Dead Stars Don't Radiate

37 thechao 10 5/17/2025, 5:54:20 PM johncarlosbaez.wordpress.com ↗

Comments (10)

nimish · 21m ago
There's an issue this highlights and it's not that the original authors were stupid so much as there's clearly a lot of knowledge held in silos.

That's not a good thing if your goal is to advance everyone's knowledge. Whatever is going on in academia is failing relatively closely related fields which is not good.

kurthr · 2m ago
Well, there's another aspect which is that the original authors and pop-sci journalists don't seem to be able to understand where they went wrong or how outrageous their claims are, precisely because their jobs depend on not understanding. The could have corrected it. We could not still be circling this drain 2 years later, but we are.

Kinda classic. Kinda boring.

EA-3167 · 37s ago
It helps that this is a genuinely difficult process to understand and requires an enormous fluency with QFT. Most people who fit that bill have better things to do with their time than write popular science articles or correct them.
gruturo · 20m ago
Without a gravity well whose escape velocity exceeds c, how are they supposing hawking radiation happens in this scenario?

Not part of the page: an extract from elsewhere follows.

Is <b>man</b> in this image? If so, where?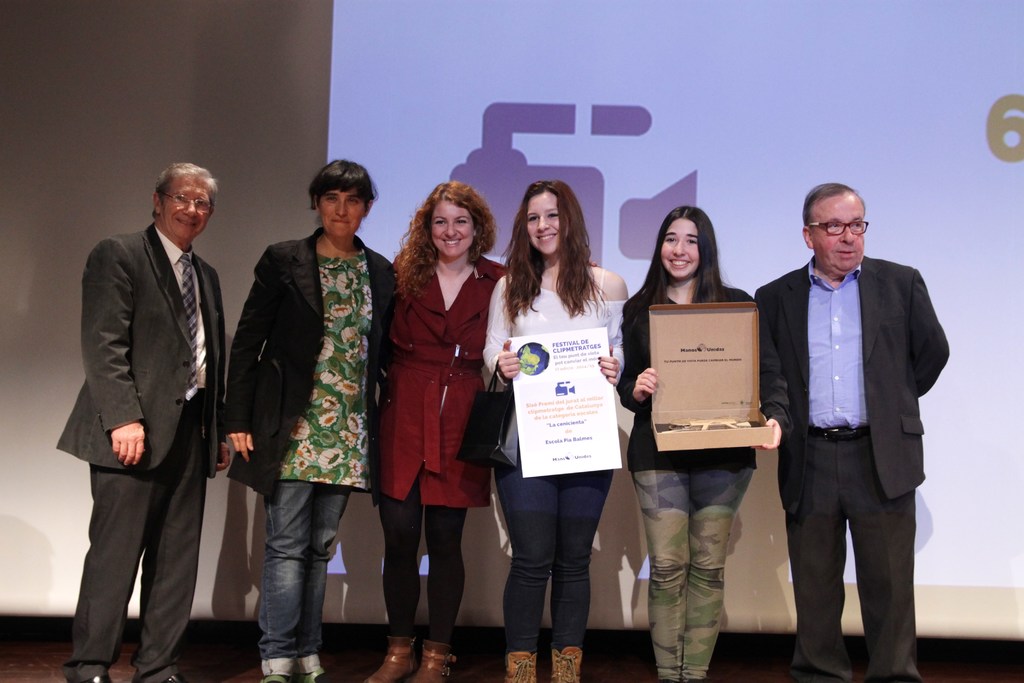
Yes, at bbox=(755, 166, 952, 682).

Both virtual particles-antiparticles survive (and promptly disappear because one didn't just cross an event horizon).

EA-3167 · 14m ago
You have to remember the "one particle in the pair fails to escape the event horizon" explanation is a simplification of the alleged reality, which is the scattering of particles (or fields) in the presence of an event horizon. As far as I know there is no intuitive, non-mathematical way to describe this accurately, so science communicators of all stripes tend to approximate it in ways that can mislead the audience.

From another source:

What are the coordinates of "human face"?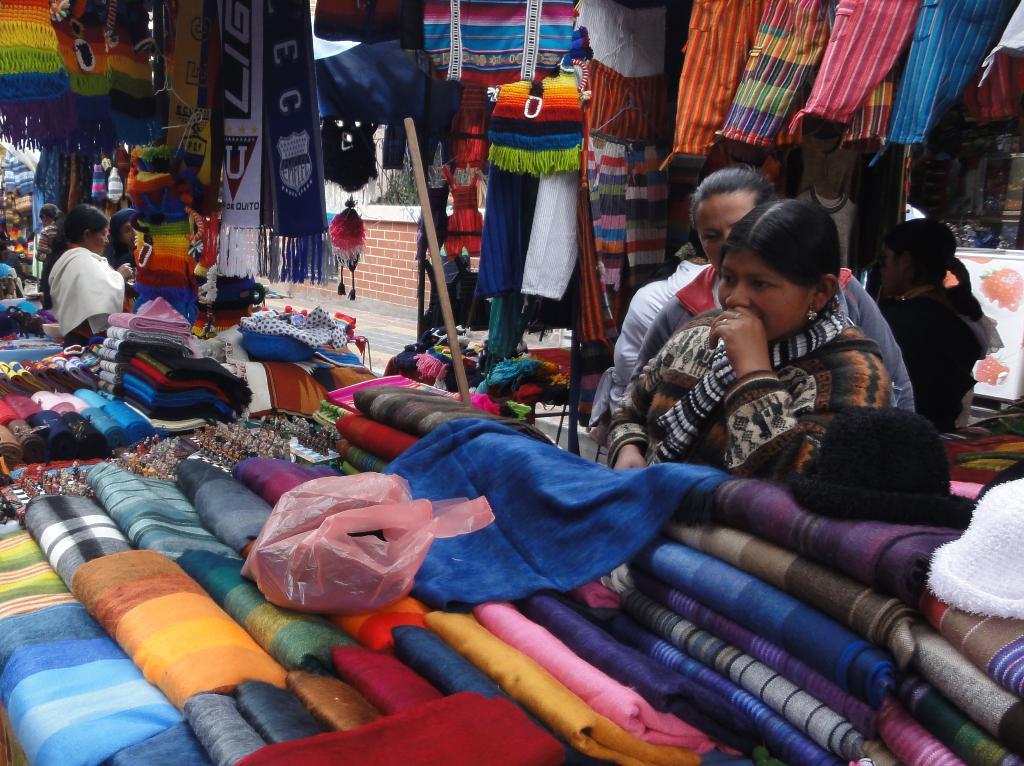
122/221/137/250.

The man himself (Hawking) said: "One might picture this negative energy flux in the following way. Just outside the event horizon there will be virtual pairs of particles, one with negative energy and one with positive energy. It should be emphasized that these pictures of the mechanism responsible for the thermal emission and area decrease are heuristic only and should not be taken too literally."

Sharlin · 14m ago
That one's a big white lie of how Hawking radiation works. It's not even an approximation, just a far-fetched metaphor that Hawking made up, presumably to satisfy science journalists.
fishsticks89 · 29m ago
Wowfunhappy · 26m ago
As best I can tell there's no paywall on TFA, so I really don't think there's any reason to go through archive.is, which adds its own advertisements (if you don't block them).
detourdog · 19m ago
I couldn't really make heads or tails of this but if they aren't are emitting are they absorbing instead?

I feel like the only way not to emit is to absorb.

kurthr · 5m ago
Naw, this is Hawking Radiation a "quantum phenomena" that in the original paper doesn't conserve mass/baryons. It's weird that it was originally published (fantastic claims require fantastic evidence). I don't really like the headline of TFA either since it seems conflate all sorts of radiation.

The original paper is 2023 (Phys Review Letters). There was a rebuttal in PRL in 2024. I don't know why this is still a big deal now in 2025 other than Science Alert decided to write (another?) hyperbolic article based on crap. Still boring.